Wednesday’s 65km ride from Bagnères-de-Luchon to Saint-Lary-Soulan is barely more than a quarter of the distance of Tuesday’s chaotic stage 16, won by Julian Alaphilippe and negotiated safely by Geraint Thomas, Chris Froome and their pursuers, but it is both brutal and relentless. It is made up of three tough climbs and two treacherous descents which will be raced at high speed, and could bring more crashes like the one Adam Yates suffered with the stage win at his mercy.
“It will be a tough day,” said Thomas after stage 16. “A good two hours of climb. We’ll try to keep riding together. There’s no point in going too soon because that climb is really hard and steep. I won’t be going on the offence too early, that’s for sure, it’s a big day of climbing.”

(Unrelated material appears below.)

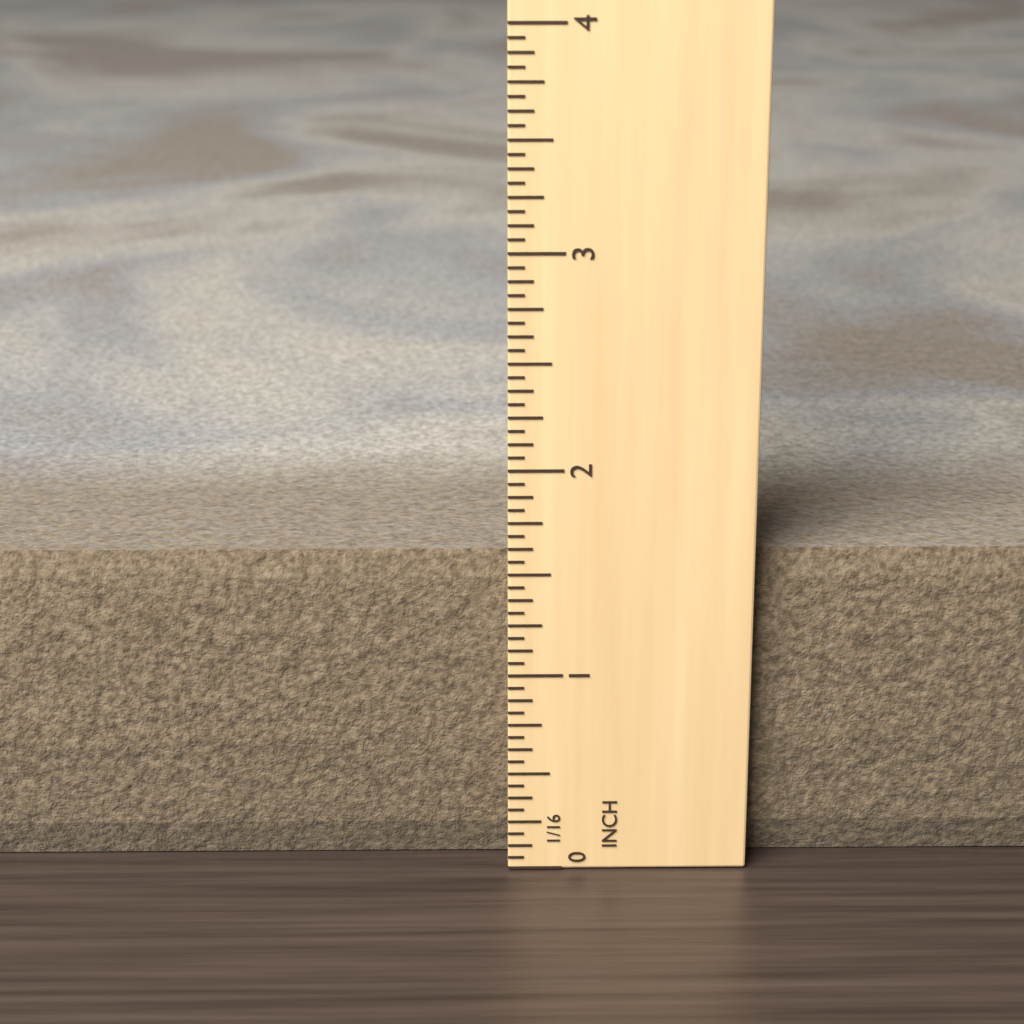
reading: 1.5625 in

Stage 17 begins in a gridded start with Thomas’s yellow jersey on pole, in order to avoid an unsafe dash to the immediate climb up the Montée de Peyragudes, a gruelling 14.9km at 6.7 per cent average gradient which cracked Froome last year.
Every rider will want to be in a breakaway, but the way the stage is structured is likely to setup up a straight shootout between the main general classification contenders, with a brave and attacking ride likely to bring the greatest reward – and risk.

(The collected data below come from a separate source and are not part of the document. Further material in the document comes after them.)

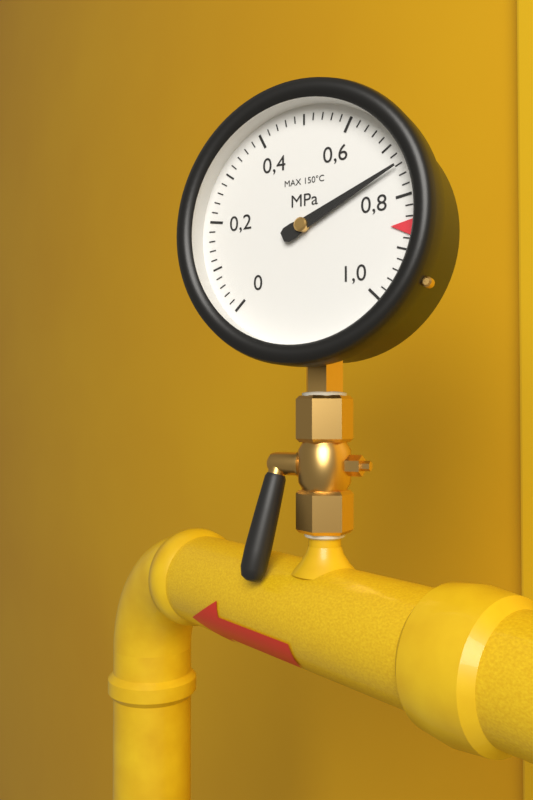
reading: 0.74 MPa
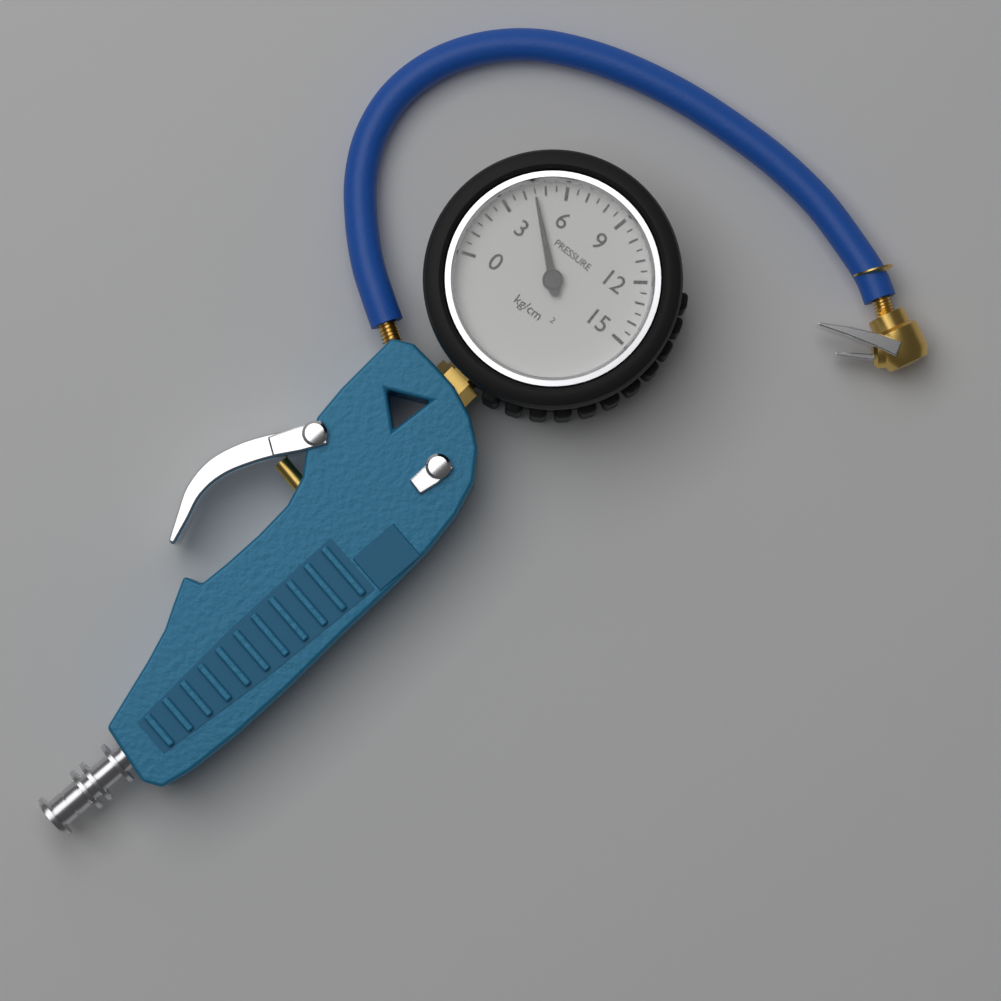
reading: 4.5 kg/cm²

“It’s different but I get to start at the front,” said Thomas. “It’s always great to wear the yellow jersey but we’ll see how tomorrow goes.”

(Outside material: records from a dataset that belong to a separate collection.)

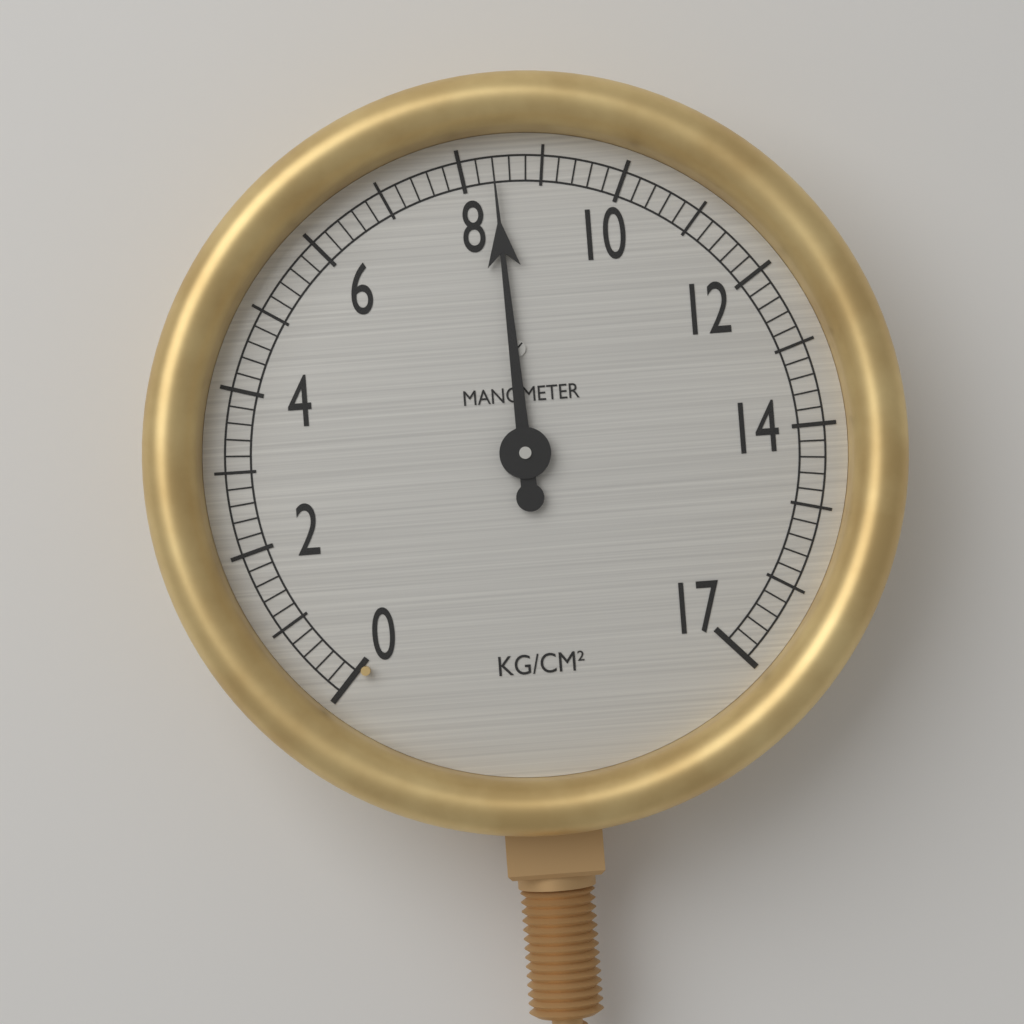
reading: 8.4 kg/cm²
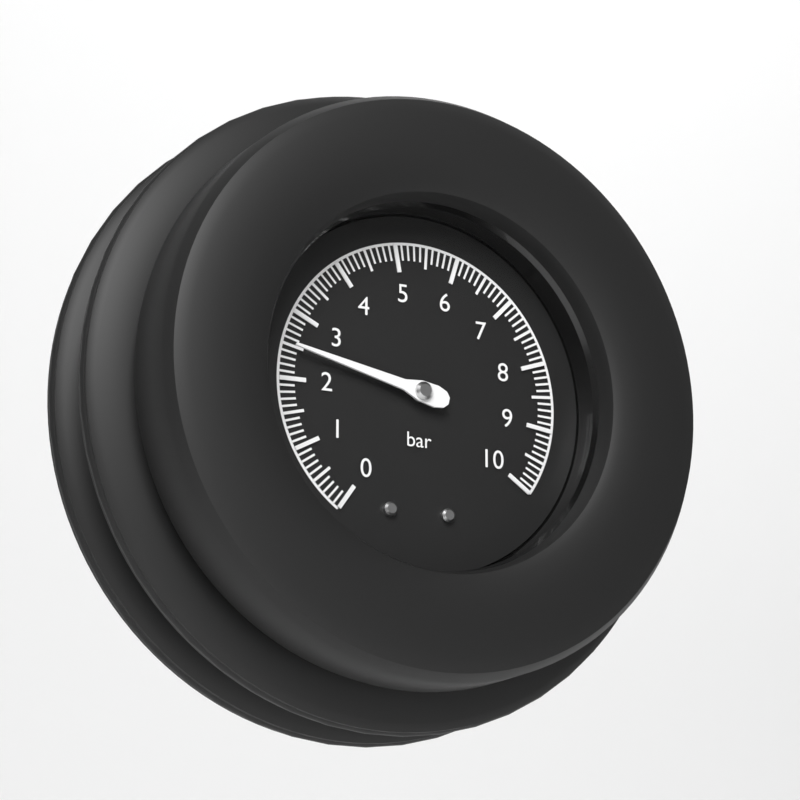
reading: 2.5 bar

Next comes a sharp descent to the smallest of the three climbs, the Col de Val Louron-Azet, but 7.4km at an average gradient of 8.3 per cent is enough to seriously damage one of the leading contenders.
After another quick descent comes the Col du Portet, one of the toughest climbs in the Pyrenees which immediately kicks up more than nine per cent and never lets up, draining the legs for 16km.
The Portet is making its debut in the Tour and it will be memorable: the 65km to its summit, 2,215m above sea level, might just decide the fate of the yellow jersey.
The replay is hard to watch without wincing. Philippe Gilbert was out on his own leading stage 16 of the Tour de France when he lost control of his bike on a left bend. His front wheel gave way on the damp asphalt, and as he wrestled with his handlebars he veered terrifyingly towards the edge of the mountain pass.
In the seconds when Gilbert hurtled off piste, the 1995 Tour flashed to mind and images of Italian rider Fabio Casartelli, who crashed and died on the same descent of the Col de Portet d’Aspet, aged 24, when he hit his head on concrete blocks on the roadside.
Fortunately Gilbert did not suffer the same fate. His bike crashed into the wall, propelling him over the edge, and although his body was battered and bruised and his lead had slipped away, he managed to complete the stage half an hour after the eventual winner, Julian Alaphilippe.
Around 15 minutes until the start of the stage. It is baking here on top of the Col du Portet, where this race will be decided in a couple of hours' time.
The riders are on the grid! This is odd. It is hard to know what effect this will have on the start of the race. The leaders could zoom out ahead and create an elite breakaway group, but the reality is they would probably prefer to wait for their team-mates to catch up. Here we go...
They're off!
And straight up the road goes Lilian Calmejane, who is always on the attack in this Tour it seems. The leaders – Thomas, Froome, Dumoulin – weren't too interested in a speedy start given all the climbing ahead.